Speaking at a May 24 “Gun Violence Prevention Convening” held at the White House with state and local government officials, Vice President Joseph R. Biden, Jr. appeared to concede that the window for further gun control measures by the Obama Administration has passed, acknowledging “we’re probably not going to get much more done in the next nine months” on gun control.
Back in 2014, President Obama famously announced, “I’ve got a pen and I’ve got a phone… And I can use that pen to sign executive orders and take executive actions and administrative actions” to work around an unwilling Congress and legislative due process. Since then, his administration has introduced new measures to advance an anti-gun agenda, including the latest efforts pursuant to the “pen-and-phone” strategy, proposals to include, in the class of persons prohibited from possessing guns, Social Security beneficiaries who have assistance in managing their finances, to impose greater bureaucracy on trusts and other legal entities in National Firearms Act transactions, and to promote the adoption of so-called “smart-gun” technology.
Realistically, it’s unlikely we’ve seen the last push for greater gun restrictions from the Obama Administration; indeed, in the same speech Vice President Biden made a commitment to “keep beating the drum” in this “perennial fight,” and underscored this is far from “the end of the process” because gun control is something that “you just gotta keep at and keep at and keep at and keep at.”
“Just because we have not been able to get it done,” he told his audience, “doesn’t mean that you can’t.” He urged the state and local officials to do their part to “set the table” for the next president “to be able to get some of this done.”
Gun control activists, increasingly frustrated by the inability to deliver on their agenda through legislation at the national level, have focused on state legislatures and the courts, as shown by the pressure to confirm President Obama’s U.S. Supreme Court nominee, Merrick B. Garland. At the same time, Democratic presidential candidate Hillary Clinton has made gun control the centerpiece of her campaign: she’s expressed her view that the Supreme Court was wrong in its rulings on the Second Amendment, and has promised that her efforts to enact gun control would begin on her “very first day” in office, building on the Obama-era’s use of executive authority.
Biden’s remarks make clear that he expects Hillary to win the White House and continue the work started by Obama on gun control. Whether by executive action, the nomination of anti-gun justices to the Supreme Court, or by hammering Congress on gun control, it’s clear that object number one in the Clinton White House will be to target law-abiding gun owners and our firearm freedoms.
White House Gun Control Meeting - Let’s “Set the Table” for the New President
Friday, May 27, 2016
Monday, December 22, 2025
Dr. John Lott’s Crime Prevention Research Center (CPRC) has released its latest annual report on the state of concealed carry in the United States.
Tuesday, December 16, 2025
With the holiday season upon us, former VP candidate Governor Tim Walz has once again proven his "Bah Humbug" stance on the Second Amendment.
Monday, December 22, 2025
We recently reported that the Department of Justice (DOJ) announced it had created a new section under its Civil Rights Division—the first ever dedicated to protecting the constitutional right to keep and bear arms.

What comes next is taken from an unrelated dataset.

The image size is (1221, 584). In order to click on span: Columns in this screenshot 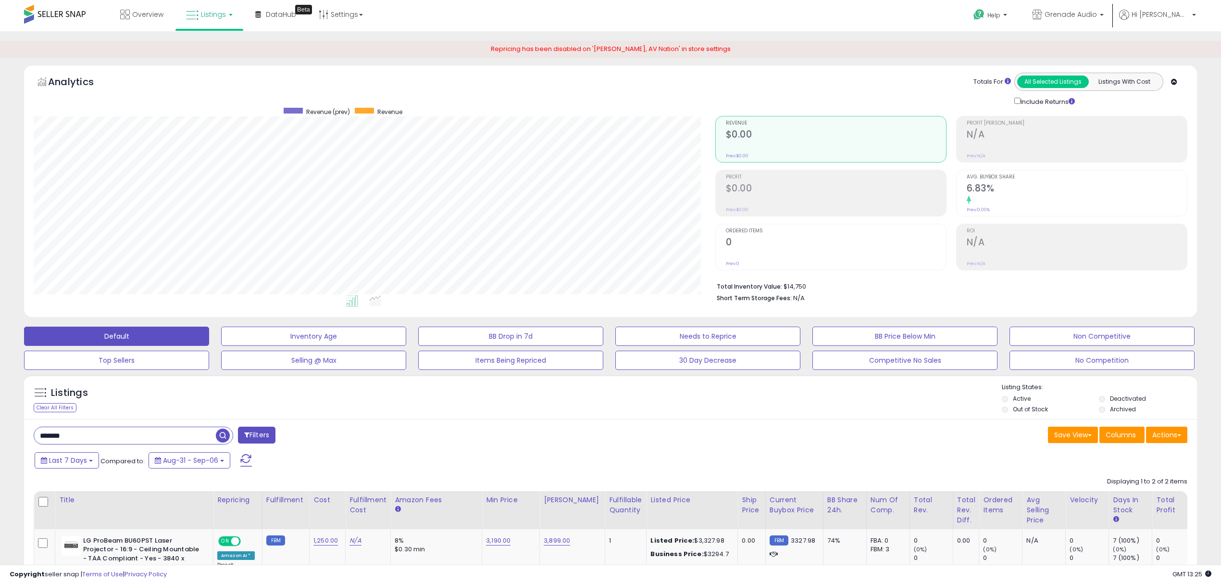, I will do `click(1121, 435)`.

Thursday, December 18, 2025
In the NRA’s case, Brown v. ATF, the Department of Justice filed its opposition to the plaintiffs’ motion for summary judgment, along with its own cross-motion, defending the National Firearms Act of 1934’s registration requirement for suppressors, short-barreled ...
Monday, December 15, 2025
The U.S. Supreme Court denied certiorari in Rush v. United States, a challenge to the National Firearms Act of 1934’s restrictions on short-barreled rifles.